Journalists flee to neighbouring countries after wave of arrests of opposition leaders
Organisation:
Reporters Without Borders is very concerned by attempts to arrest several journalists in N'Djamena in the wake of an abortive military assault on the capital by a rebel coalition at the start of February.
“Several opposition leaders have been arrested and are being held incommunicado somewhere in the capital,” the press freedom organisation said. “There are therefore legitimate grounds for serious concern about journalists who are often identified by the government with the most radical opposition sectors. The N'Djamena media are in practice now gagged. This manhunt is disturbing and absurd, and must stop.”
Shortly after the fighting ended in the capital, several journalists eluded arrests by men in military attire suspected of being intelligence agents. For example, two men in uniforms and turbans and riding a motorcycle went to the home of Reporters Without Borders correspondent Laldjim Narcisse, a journalist with the privately-owned weekly Le Temps, at around 5 p.m. on 6 February. They asked children present to tell them where Narcisse was. Narcisse had left the country shortly after the fighting ended.
The two soldiers also asked to be taken to the home of Le Temps editor Michael Didama. They went to Didama's home twice over the next few days, and to the newspaper's office.
Several other journalists were the targets of arrest attempts around this time, Reporters Without Borders has been told. Six soldiers in a Toyota 4WD went to the home of Eloi Miandadji, the editor of the satirical weekly Le Moustik, on 8 February with the aim of arresting him.
Dobian Assingar, a co-founder of the Chadian League for Human Rights (LTDH) and the manager of FM Liberté, a radio station that has been closed on the interior minister's orders since 16 January, has been in hiding ever since his home was destroyed by a shell.
Many journalists based in the capital fled to neighbouring Cameroon or Nigeria during the letup in the fighting that followed the failure of the rebel offensive. Some were harassed or roughed up by soldiers if they were recognised as journalists. Modilé Belrangar of commercial radio Ngato FM, for example, had his press card and mobile phone taken from him by two soldiers at he was reentering N'Djamena by the bridge linking Chad with Cameroon.
In the same location the next day, soldiers destroyed photos taken by Frank Nakingar, the layout editor of the privately owned weekly Sarh Tribune, one of the few publication in the southern Moyen-Chari region. The photos showed the arrival of the rebels in N'Djamena and the exodus of tens of thousands of its inhabitants towards Kousseri, the nearest Cameroonian town.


**DIRECTIONS FOR THIS TASK:**
Produce an exact transcription of the data, with the images left out.

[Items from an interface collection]
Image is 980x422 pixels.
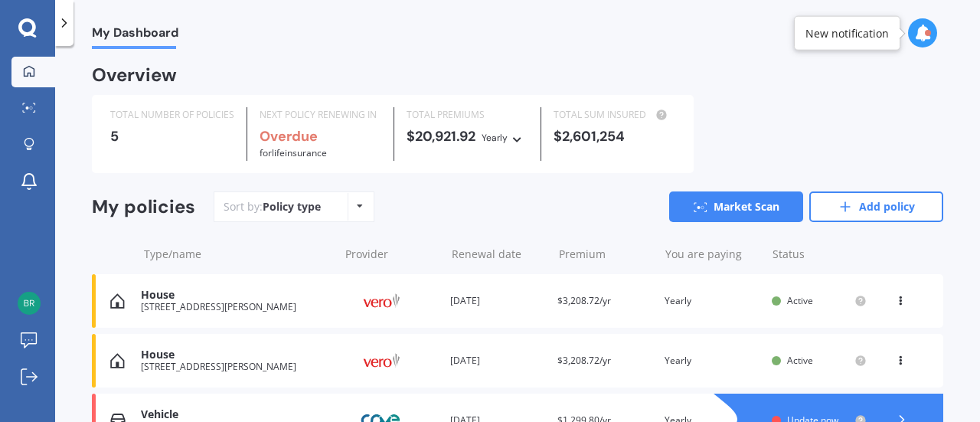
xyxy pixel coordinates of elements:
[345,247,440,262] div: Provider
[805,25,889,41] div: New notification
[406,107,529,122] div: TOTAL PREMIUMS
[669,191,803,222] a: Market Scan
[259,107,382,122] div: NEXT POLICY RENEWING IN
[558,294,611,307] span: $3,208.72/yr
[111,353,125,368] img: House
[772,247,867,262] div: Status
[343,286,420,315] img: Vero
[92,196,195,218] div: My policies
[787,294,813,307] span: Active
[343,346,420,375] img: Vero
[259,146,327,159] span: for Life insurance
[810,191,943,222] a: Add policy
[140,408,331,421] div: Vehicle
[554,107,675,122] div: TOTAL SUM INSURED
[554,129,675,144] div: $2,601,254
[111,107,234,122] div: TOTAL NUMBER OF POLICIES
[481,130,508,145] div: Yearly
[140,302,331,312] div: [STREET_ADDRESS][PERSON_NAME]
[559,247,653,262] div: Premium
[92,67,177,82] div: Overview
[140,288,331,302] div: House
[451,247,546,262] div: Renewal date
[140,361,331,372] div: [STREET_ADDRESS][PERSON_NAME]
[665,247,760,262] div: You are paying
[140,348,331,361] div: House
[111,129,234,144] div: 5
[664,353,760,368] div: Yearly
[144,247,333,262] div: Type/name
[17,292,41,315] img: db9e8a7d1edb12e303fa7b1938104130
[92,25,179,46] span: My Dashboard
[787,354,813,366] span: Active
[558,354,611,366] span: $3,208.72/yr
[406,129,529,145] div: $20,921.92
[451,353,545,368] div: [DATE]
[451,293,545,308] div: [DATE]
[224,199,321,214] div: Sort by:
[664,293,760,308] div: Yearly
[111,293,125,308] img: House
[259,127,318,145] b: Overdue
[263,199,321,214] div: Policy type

**THE ANSWER:**
Image is 980x422 pixels.
xyxy pixel coordinates of elements:
[345,247,440,262] div: Provider
[805,25,889,41] div: New notification
[406,107,529,122] div: TOTAL PREMIUMS
[669,191,803,222] a: Market Scan
[259,107,382,122] div: NEXT POLICY RENEWING IN
[558,294,611,307] span: $3,208.72/yr
[111,353,125,368] img: House
[772,247,867,262] div: Status
[343,286,420,315] img: Vero
[92,196,195,218] div: My policies
[787,294,813,307] span: Active
[343,346,420,375] img: Vero
[259,146,327,159] span: for Life insurance
[810,191,943,222] a: Add policy
[140,408,331,421] div: Vehicle
[554,107,675,122] div: TOTAL SUM INSURED
[554,129,675,144] div: $2,601,254
[111,107,234,122] div: TOTAL NUMBER OF POLICIES
[481,130,508,145] div: Yearly
[140,302,331,312] div: [STREET_ADDRESS][PERSON_NAME]
[559,247,653,262] div: Premium
[92,67,177,82] div: Overview
[140,288,331,302] div: House
[451,247,546,262] div: Renewal date
[140,361,331,372] div: [STREET_ADDRESS][PERSON_NAME]
[665,247,760,262] div: You are paying
[140,348,331,361] div: House
[111,129,234,144] div: 5
[664,353,760,368] div: Yearly
[144,247,333,262] div: Type/name
[17,292,41,315] img: db9e8a7d1edb12e303fa7b1938104130
[92,25,179,46] span: My Dashboard
[787,354,813,366] span: Active
[558,354,611,366] span: $3,208.72/yr
[406,129,529,145] div: $20,921.92
[451,353,545,368] div: [DATE]
[451,293,545,308] div: [DATE]
[224,199,321,214] div: Sort by:
[664,293,760,308] div: Yearly
[111,293,125,308] img: House
[259,127,318,145] b: Overdue
[263,199,321,214] div: Policy type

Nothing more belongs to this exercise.